[The Bravest of the Brave by G. A. Henty]@TWC D-Link bookThe Bravest of the Brave CHAPTER VII: BARCELONA 9/24
Jack was sincerely attached to his generous and eccentric chief, and the general was gratified by the young officer's readiness at all times and hours to come to him and write from his dictation the long letters and dispatches which he sent home.
He saw, too, that he was thoroughly trustworthy, and could be relied upon to keep absolute silence as to the confidences which he made him. In the midst of all these quarrels and disputes the siege was carried on in a languid manner.
A battery of fifty heavy guns, supplied by the ships and manned by seamen, was placed upon a rising ground flanked by two deep ravines, and on several of the adjacent hills batteries of light field guns had been raised.
Three weeks were consumed in these comparatively unimportant operations, and no real advance toward the capture of the place had been effected.
Something like a blockade, however, had been established, for the Catalan peasants guarded vigilantly every approach to the town. The officers of the fleet were no less discontented than their brethren on shore at the feeble conduct of the siege, and had they been consulted they would have been in favor of a direct attack upon the city with scaling ladders, as if they had been about to board a hostile ship. But Peterborough and his officers were well aware that such an attack against a city defended by a superior force would be simple madness, and even an attack by regular approaches, with the means and labor at their disposal, would have had no chance of success.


#### TASK DESCRIPTION
In the data below, which lines hold "Migration"? Copy every one.

─── DATASET EXCERPTS ───

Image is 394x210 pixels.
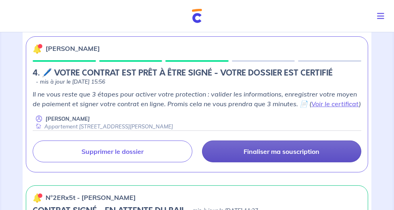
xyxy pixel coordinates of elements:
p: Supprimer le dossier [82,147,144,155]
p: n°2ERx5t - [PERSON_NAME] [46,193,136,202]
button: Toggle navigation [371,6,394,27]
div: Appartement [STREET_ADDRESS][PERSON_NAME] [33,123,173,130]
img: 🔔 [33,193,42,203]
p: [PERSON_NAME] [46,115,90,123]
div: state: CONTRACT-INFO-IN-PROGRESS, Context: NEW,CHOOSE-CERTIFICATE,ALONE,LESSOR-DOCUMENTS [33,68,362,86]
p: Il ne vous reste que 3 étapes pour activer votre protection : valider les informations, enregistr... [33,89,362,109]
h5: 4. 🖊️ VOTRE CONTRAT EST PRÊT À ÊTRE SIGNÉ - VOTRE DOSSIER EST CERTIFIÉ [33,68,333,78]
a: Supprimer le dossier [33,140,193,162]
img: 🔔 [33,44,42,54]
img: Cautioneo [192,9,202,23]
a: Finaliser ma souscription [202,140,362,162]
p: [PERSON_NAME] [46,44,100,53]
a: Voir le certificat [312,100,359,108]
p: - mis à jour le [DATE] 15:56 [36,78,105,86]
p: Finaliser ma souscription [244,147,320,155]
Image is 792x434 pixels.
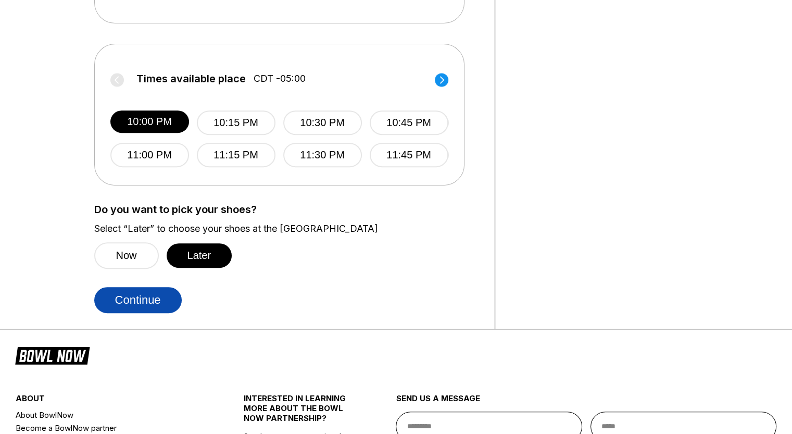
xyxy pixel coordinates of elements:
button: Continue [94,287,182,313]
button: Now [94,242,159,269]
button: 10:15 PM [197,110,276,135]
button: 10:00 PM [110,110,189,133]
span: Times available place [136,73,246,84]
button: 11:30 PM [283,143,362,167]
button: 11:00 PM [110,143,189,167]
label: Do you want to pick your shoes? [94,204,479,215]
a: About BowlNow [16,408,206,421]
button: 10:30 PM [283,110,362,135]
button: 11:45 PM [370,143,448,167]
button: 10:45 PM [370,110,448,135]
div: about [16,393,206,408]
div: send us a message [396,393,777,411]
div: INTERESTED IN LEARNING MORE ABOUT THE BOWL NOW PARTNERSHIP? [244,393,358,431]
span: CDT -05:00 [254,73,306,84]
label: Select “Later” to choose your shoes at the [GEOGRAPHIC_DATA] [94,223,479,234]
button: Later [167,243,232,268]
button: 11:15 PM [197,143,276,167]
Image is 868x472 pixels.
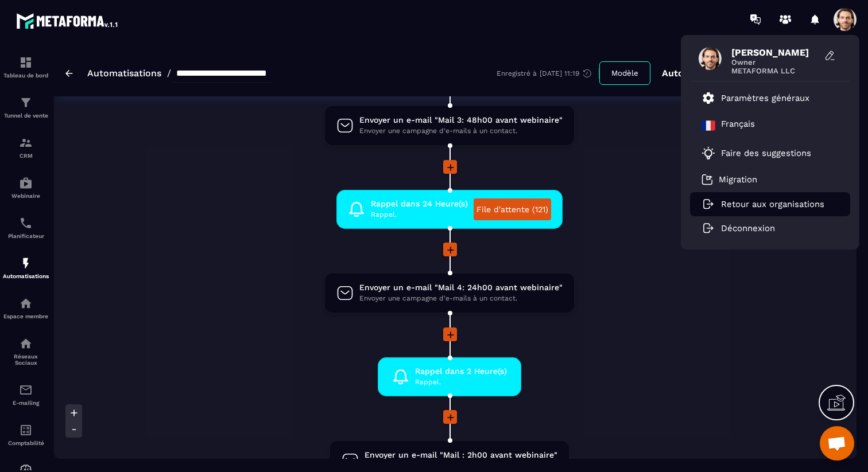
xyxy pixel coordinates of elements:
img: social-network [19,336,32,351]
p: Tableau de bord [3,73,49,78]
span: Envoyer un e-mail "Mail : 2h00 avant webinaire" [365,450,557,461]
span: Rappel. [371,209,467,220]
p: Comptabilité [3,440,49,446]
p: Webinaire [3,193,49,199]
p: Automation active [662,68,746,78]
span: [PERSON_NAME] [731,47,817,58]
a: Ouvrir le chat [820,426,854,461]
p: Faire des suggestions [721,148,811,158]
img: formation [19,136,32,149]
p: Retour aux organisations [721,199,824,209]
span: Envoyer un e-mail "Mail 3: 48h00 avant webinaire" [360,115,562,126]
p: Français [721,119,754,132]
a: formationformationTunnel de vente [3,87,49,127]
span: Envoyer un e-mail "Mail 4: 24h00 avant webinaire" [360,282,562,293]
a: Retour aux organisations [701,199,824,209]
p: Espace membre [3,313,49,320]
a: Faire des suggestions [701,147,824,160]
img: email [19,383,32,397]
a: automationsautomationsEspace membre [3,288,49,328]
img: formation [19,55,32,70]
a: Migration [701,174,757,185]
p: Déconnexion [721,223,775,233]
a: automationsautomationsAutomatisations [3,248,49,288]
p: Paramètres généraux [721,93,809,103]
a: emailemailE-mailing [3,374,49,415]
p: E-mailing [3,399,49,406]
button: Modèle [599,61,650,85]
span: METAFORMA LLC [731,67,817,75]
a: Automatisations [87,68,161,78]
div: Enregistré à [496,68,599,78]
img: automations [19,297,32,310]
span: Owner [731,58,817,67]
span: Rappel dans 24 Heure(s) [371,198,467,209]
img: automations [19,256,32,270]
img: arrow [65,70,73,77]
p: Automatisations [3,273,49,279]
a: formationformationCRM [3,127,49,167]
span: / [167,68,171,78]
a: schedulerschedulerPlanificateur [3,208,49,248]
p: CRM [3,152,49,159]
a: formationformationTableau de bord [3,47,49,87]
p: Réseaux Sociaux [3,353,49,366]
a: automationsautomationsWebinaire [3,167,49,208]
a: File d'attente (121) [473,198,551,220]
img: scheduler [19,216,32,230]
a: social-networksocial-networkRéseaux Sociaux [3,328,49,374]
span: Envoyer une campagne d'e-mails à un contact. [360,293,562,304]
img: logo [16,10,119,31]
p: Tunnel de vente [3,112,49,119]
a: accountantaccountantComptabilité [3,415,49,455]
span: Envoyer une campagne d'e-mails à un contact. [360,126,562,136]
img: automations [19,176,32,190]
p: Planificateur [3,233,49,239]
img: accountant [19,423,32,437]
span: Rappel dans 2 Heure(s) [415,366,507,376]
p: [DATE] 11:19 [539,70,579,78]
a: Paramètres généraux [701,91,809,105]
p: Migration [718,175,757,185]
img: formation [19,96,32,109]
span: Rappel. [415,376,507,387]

───

#### OUTPUT FOR THIS TASK
a: Migration [701,174,757,185]
p: Migration [718,175,757,185]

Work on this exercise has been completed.